Reading 19th to mid-20th-century Caribbean history is like looking through a sunlit fog into a lost dream. Any war fought against European/US hegemony was in part sustained by the collaboration, cooperation, and encouragement of a country’s Caribbean neighbours. The official understanding of Haiti and the Dominican Republic’s history is divisive: one country negatively defines itself against the other, at times violently. In We Dream Together, Anne Eller looked at La Española in the mid 19th century, from the end of Haitian Unification in 1844 to the War of Restoration’s end in 1865, to complicate that story.

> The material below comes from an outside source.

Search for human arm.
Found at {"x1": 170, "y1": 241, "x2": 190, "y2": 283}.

Eller began by elucidating how the name changes revealed the competing narratives. In 1822 when Jean-Pierre Boyer, the Haitian president, emancipated Santo Domingo a second time on a “wave of Dominican support” was it a Unificación, as it was known then or Ocupación Haitiana, as it is now? When a “small movement” overthrew Boyer’s weak government in 1844 was that a Separación or Independencia? If the latter, how should we understand the War of Restoration? Dominicans of all classes and colours, from all corners of it and other islands as far as Curacao, supported the fight in the harshest circumstances. Yet it is positioned as a comparatively minor blip to the year-long power contest amongst a few factions which led to the first republic (1844-61). Who or what was behind these changes? Eller gives no definitive answer but her research presents a perennial group of wealthy elites who, in identifying with Spain’s civilizing ideals, are dogged in their insistence to forge a nationalism founded in race and slavery’s erasure.

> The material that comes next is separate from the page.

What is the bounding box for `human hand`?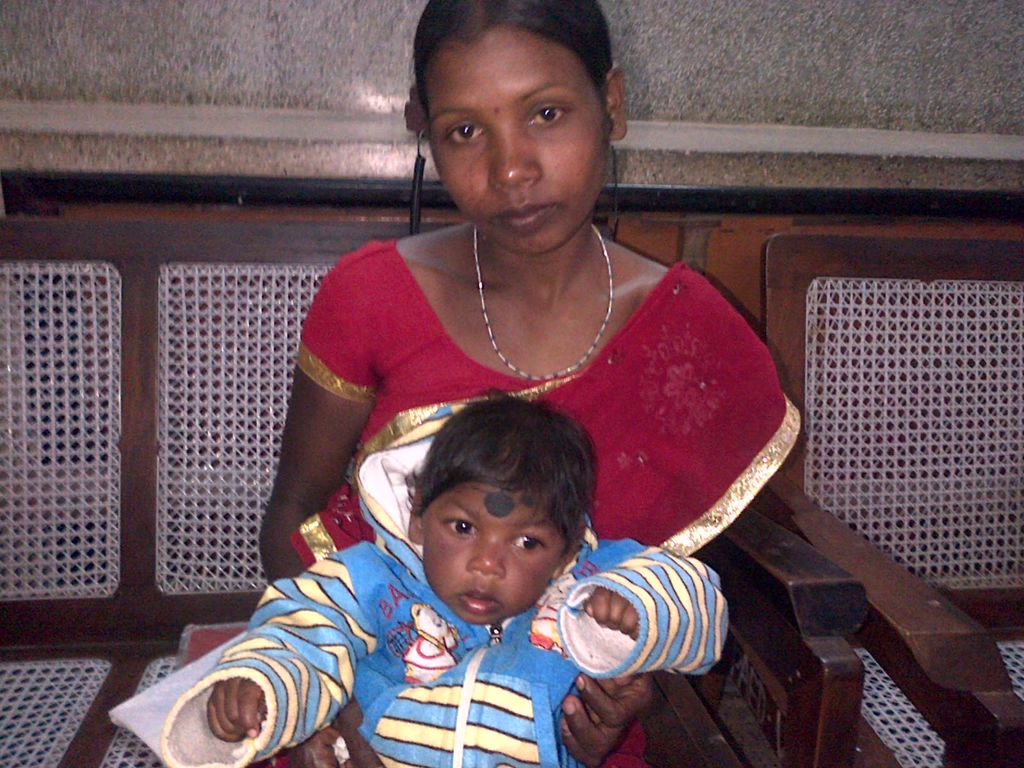
detection(585, 590, 643, 642).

Birthing a nation in one island amongst competing visions is difficult enough. Imagine the clusterfuck when busy body outsiders of all sorts insist on meddling. Spanish officials in Cuba and Puerto Rico, unenthused about another emancipated neighbour, take advantage of the troubled Separation government. They find a powerful collaborator with then Pedro Santana–the kind of “Come Taste and Buy” sellout with whom we are too familiar–and succeeded in making the DR a Spanish protectorate. The delusional Frenchies were eager to reconquer Haiti, capture the rest of the island as brawta, and get them both to pay the indemnity. The British kept things low key throughout, interested in a peace that allowed them to profit. And we got a baby USA sponsoring gung ho filibusters, eager to Monroe Doctrine the Americas into its own personal playground.
Eller ably presented her thorough research–half this book is endnotes, y’all–in a straight forward no frills manner. Each chapter focused on a defining moment, issue or concept which Eller fleshed out with relevant analysis of the various movements, politics, and diplomatic intrigue both on the island and in the wider Americas, recharting timelines as she saw fit, to convey the story’s scope. The major caveat is that the Dominican and Haitian elites whose wealth gave them easier to access to government are the book’s main players, with comparatively less detail on the more typical citizenry throughout this period; she explained that the former had richer documentation. (I’m not too mad about it. She is not the one to write that story.)
As a government nerd into political and diplomatic history, this was a good read. It not only provided insight into one island’s history but, to varying degrees, the entire Caribbean’s, whether independent or still under foreign control. Elitist motivations to stress a nationalism that was “deafeningly silent racism and slavery”, that promoted an independence movement more closely intertwined with privileged light-skinned leaders than pivotal emancipation wars, were not only a Dominican story. In current climes, when Arundhati Roy asks if we are truly post-colonial, it pushes one to reconsider what freedom means for us in the 21st century.